A Quote by Mike Binder

I'm not a New Yorker. I grew up in Detroit. A lot of people think it's one big city but they're completely different. — © Mike Binder
I'm not a New Yorker. I grew up in Detroit. A lot of people think it's one big city but they're completely different.
I grew up in New York City - I grew up surrounded by every sound that you imagine can come from a New Yorker. All of the different boroughs and all of the different sounds.
I would absolutely identify as a New Yorker by nature. I grew up in Detroit. There was not a bone in my body that even considered staying in Detroit for the rest of my life.
I think, growing up in a small town - I grew up in a lot of different places. I grew up in a city environment, a more suburban environment, a more rural environment. That's the beauty of New Jersey is you get a lot of different types of living.
When I thought about Detroit, I would think big city, very urban - not a lot of places to walk around, not a lot of parks. I sort of pictured Manhattan almost, where, besides Central Park, it's all city and big buildings. But now that I'm here, you see people pushing strollers, people hanging out in the park.
I lived in New York City for a while and miss it like it's a person. Although I grew up in the Pacific Northwest, I'm a New Yorker at heart. A stroll through Central Park, a visit to the MET, a show on Broadway. There is no other city like it in the world!
I grew up in the city of Detroit, where a lot of people didn't have work opportunities, but they were good, hard-working people, including I had a single mom who took care of me and my brother.
I have never lived in New York City, but a lot of people think that I am a New Yorker, because I was embraced by the Downtown scene since the 1980s. For the record I was born and raised in Los Angeles, California.
I had no administrative function at the New Yorker. I am what we used to call in construction back in Kansas City where I grew up "a dog-ass subcontractor."
People think that Detroit is this barren wasteland. While there are parts that are not as nice as others, the misconception is not true. It is definitely not a thriving community in Detroit, but it is getting there. There is a lot of heart and love in this city.
When I first arrived (in New York), it seemed to me the most terrifying city in the world... all those big buildings. I remember walking on Broadway, looking up at this huge, mountainous place-and being so lonely. But things started to clear up when I met a few people on the street whom I'd met before-all of a sudden there got to be a certain familiarity about the place, and the terror kind of evaporated. There was a lot of playing going on, and the New Yorkers, of course, were a completely different crowd from what I'd known.
My dream in growing up in the city of Detroit was to be Mayor. At the family picnics from the time I was 9-years-old that's what I told people I was going to be. The mayor of the city of Detroit.

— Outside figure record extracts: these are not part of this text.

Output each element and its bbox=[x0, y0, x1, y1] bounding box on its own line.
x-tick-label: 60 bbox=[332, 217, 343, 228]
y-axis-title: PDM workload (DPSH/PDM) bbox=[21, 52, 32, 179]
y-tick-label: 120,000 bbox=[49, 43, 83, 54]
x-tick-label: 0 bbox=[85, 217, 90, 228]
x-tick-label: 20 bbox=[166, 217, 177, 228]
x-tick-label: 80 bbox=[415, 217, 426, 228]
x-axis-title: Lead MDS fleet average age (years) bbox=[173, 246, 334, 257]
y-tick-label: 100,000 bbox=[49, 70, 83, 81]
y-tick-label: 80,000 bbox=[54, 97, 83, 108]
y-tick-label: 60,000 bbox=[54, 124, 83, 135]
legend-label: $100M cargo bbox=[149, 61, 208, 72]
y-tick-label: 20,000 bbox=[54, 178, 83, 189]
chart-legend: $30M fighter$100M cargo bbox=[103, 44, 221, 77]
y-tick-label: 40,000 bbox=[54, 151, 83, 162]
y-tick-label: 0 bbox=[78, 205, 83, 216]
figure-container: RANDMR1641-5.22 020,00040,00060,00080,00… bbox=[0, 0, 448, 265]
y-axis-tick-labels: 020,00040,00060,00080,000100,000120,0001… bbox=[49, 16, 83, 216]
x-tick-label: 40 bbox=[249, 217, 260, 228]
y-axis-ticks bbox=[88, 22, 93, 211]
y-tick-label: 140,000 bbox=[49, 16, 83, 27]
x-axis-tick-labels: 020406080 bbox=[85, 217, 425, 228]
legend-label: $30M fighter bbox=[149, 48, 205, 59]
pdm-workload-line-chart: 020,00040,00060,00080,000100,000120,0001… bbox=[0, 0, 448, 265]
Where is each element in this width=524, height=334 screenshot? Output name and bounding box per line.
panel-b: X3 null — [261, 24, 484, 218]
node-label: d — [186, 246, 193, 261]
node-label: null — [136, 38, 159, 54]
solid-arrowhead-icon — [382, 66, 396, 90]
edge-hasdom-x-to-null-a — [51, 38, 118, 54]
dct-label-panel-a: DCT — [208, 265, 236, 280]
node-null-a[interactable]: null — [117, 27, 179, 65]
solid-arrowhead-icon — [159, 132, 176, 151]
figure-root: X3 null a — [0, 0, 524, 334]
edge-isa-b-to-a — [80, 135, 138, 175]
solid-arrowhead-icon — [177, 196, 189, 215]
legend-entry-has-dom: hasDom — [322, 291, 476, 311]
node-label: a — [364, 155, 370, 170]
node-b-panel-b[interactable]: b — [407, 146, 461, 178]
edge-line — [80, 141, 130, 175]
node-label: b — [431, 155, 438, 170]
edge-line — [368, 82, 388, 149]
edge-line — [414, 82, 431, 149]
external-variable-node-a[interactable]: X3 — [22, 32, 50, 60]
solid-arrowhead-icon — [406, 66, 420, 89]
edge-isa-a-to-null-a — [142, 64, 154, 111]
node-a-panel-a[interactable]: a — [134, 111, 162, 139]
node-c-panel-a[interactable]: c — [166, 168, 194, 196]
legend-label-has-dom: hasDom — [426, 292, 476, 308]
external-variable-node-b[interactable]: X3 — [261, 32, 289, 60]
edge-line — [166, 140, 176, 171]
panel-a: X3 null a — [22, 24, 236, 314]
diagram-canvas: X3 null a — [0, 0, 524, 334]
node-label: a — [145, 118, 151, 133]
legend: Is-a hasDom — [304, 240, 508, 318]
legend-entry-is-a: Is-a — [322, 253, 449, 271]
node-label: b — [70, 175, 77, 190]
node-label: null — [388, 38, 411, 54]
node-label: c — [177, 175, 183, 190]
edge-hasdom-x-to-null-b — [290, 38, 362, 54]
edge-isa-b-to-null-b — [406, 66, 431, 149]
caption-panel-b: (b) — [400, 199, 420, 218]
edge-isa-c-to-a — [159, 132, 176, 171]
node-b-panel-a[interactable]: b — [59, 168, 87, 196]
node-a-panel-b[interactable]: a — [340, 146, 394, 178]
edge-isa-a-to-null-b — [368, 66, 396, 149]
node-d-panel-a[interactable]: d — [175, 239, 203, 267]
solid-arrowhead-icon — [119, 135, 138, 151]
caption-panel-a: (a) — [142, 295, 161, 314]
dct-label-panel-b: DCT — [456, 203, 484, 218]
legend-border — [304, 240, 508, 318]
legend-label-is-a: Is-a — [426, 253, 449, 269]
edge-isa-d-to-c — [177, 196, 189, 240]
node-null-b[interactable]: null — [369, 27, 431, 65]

I think, you know, people think of the city of New Orleans as a parochial place where it's a lot of folks who are from there and a lot of big families, a lot of musical families, a lot of history, a lot of tradition, but I like to think of New Orleans as an idea.
If you write for the New Yorker, you always get people critiquing your grammar, you can count on it. So, because a lot of New Yorker readers are kind of, you know, amateur grammarians and so you do get a lot of that.
I grew up in a family where I had a lot of different siblings from - you know, I grew up in a big family, and I think it's a beautiful thing.
I grew up in New York City. We used to diss Long Island and Jersey. Every big city has its own suburb like that.
Like every New Yorker, I have a love/hate relationship with the city. There are times it's overbearing, but when I'm away even for a little while, I can't wait to get home. I am a New Yorker.